Crista shrugged. The owner was friends with Dawg, she knew that, she knew how it happened.

Turning from the register, she tucked the check in her purse and made her way across the floor.

There were few customers at this time of the morning. Some coffee drinkers, an early rising tourist, and Johnny Grace, her next-door neighbor and Dawg’s cousin. Though Dawg admitted to the relationship only when he was forced.

He sat at the back table, a heavy frown on his brow as she moved toward him.

“Crista.” He stopped her before she could make it to the door. “Is everything okay?”

“Fine.” She gave him a stiff smile. “Cutbacks, I guess.”

She liked Johnny. He ran a bakery from his house beside hers and often brought her over fresh bread and sweets on baking days, free of charge, just because, he said, they were neighbors.

His gaze flicked to the manager, the frown still darkening his amazingly clear, soft brow. Dark blond curls framed his face, giving him an almost feminine appearance.

“Is there anything I can do?”

Anything he could do? She had a feeling there wasn’t a damned thing anyone could do. She shook her head, forcing a stiff smile to her face.

“I’ll be fine, Johnny. I have to go now, though. I’ll catch you later.”

Johnny was a good neighbor, but not a confidant. Right now, she couldn’t handle discussing this with anyone.

Her hand tightened on her purse as she stepped from the diner, her gaze swinging unerringly to the big black pickup across the street.

How the hell had she known he would be there? What instinct possessed her that she could feel him watching her, wanting her?

He was a dark shadow behind the tinted windows, until the passenger side window rolled smoothly down, revealing his unsmiling countenance and the dark glasses shielding his eyes.

His overlong black hair was tied back at the nape of his neck, revealing the strong line of his jaw and the arrogance that permeated his expression.

His hand lifted from where his long arm was stretched along the backseat, and his fingers beckoned her to him with regal confidence that she would come. Like a damned pet.

Her eyes narrowed on him as she turned and stalked down the sidewalk to the side of the diner where her Rodeo was parked. She had packed a suitcase that morning before heading to the job she didn’t have anymore. She had actually given Dawg the benefit of the doubt that he would at least trust her to work while he was playing the high-and-mighty blackmailer from hell.

But could he do that? Hell no. He had to have it all.

She jerked her keys from her purse as she heard the powerful motor moving behind her. She threw a glare over her shoulder before striding furiously across the parking lot.

She had bills to pay, a college loan to honor, not that she was using the damned degree at present, but there was always the potential of getting a decent job. Now she was going to go job hunting again and pray there was someone willing to laugh in his face when he ordered her fired.

God, he hadn’t changed.
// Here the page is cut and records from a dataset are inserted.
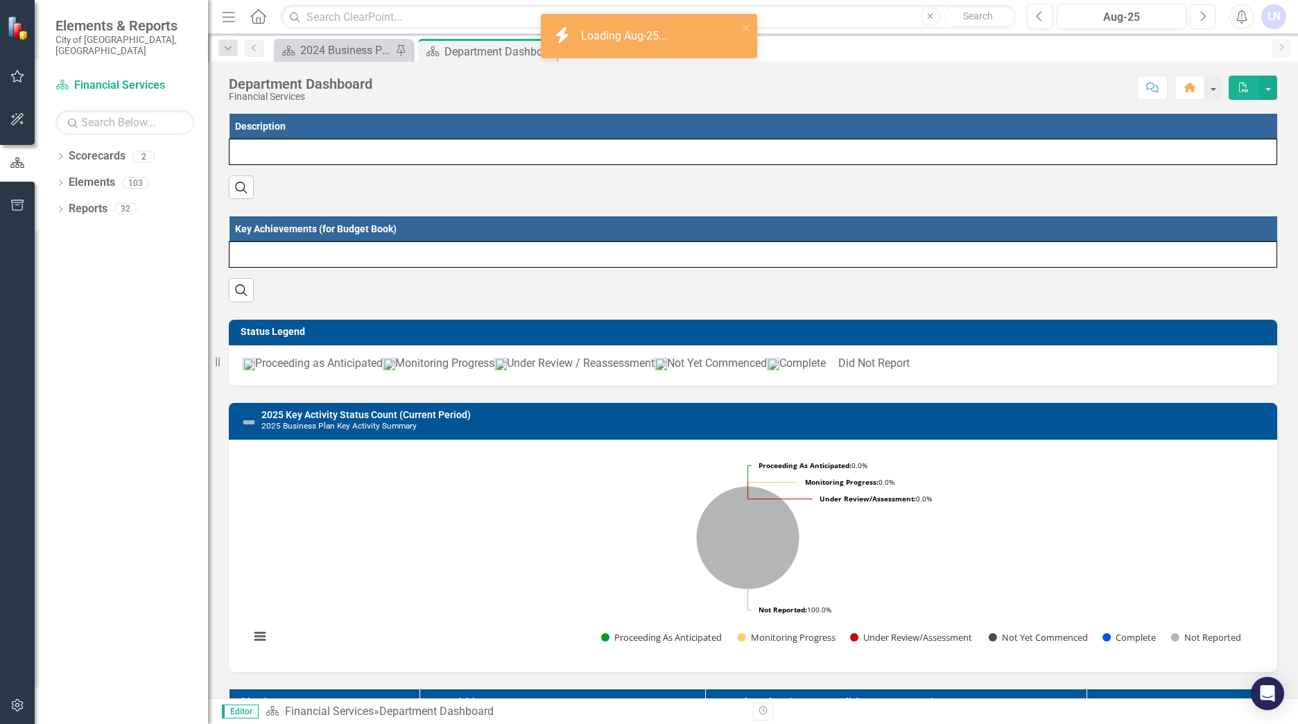  I want to click on div: Financial Services, so click(300, 96).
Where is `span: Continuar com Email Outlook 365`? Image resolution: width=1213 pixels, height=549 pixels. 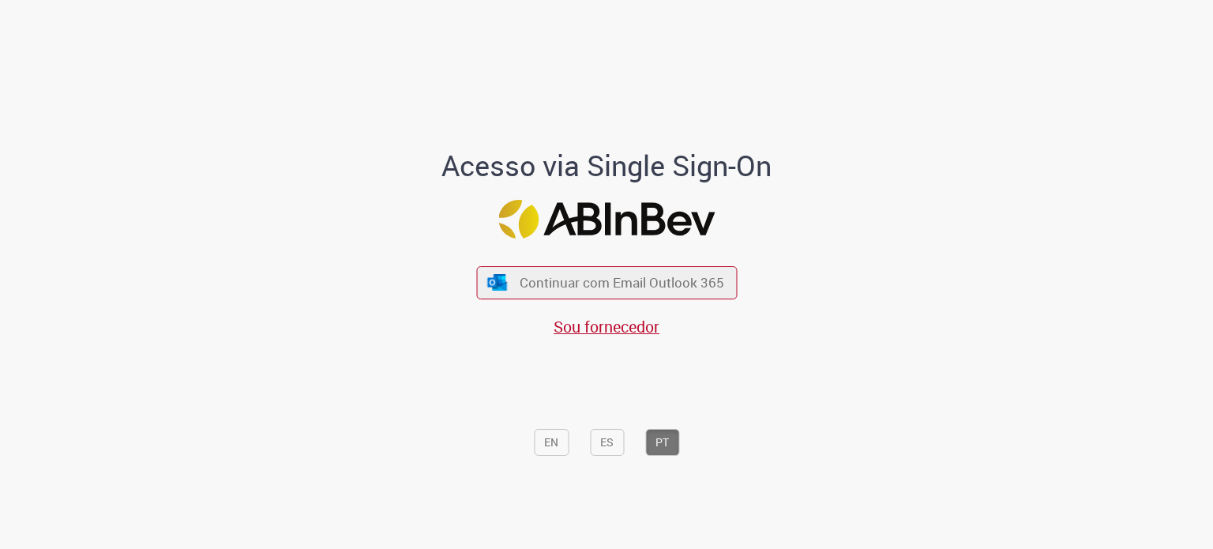
span: Continuar com Email Outlook 365 is located at coordinates (621, 282).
In eight years, most people managed to mature a little bit, but Dawg was still Dawg. Just a little darker, a little more dangerous, but still determined to have everything his own way.

“I don’t think so.” His big hand shackled her wrist as she moved to shove the key into the lock of the Rodeo.

Crista stood still, freezing as anger threatened to overwhelm her.

“I can’t believe you.” She tried to jerk her arm back, then stared at his fingers as he refused to release her.

They were shackled on her wrist like irons, snug enough to hold her in place, to remind her that he was bigger, stronger, harder than she was.

“What can’t you believe about me?” he asked, drawing her along with him to the truck where it sat, driver’s side door still standing open, a few feet behind him.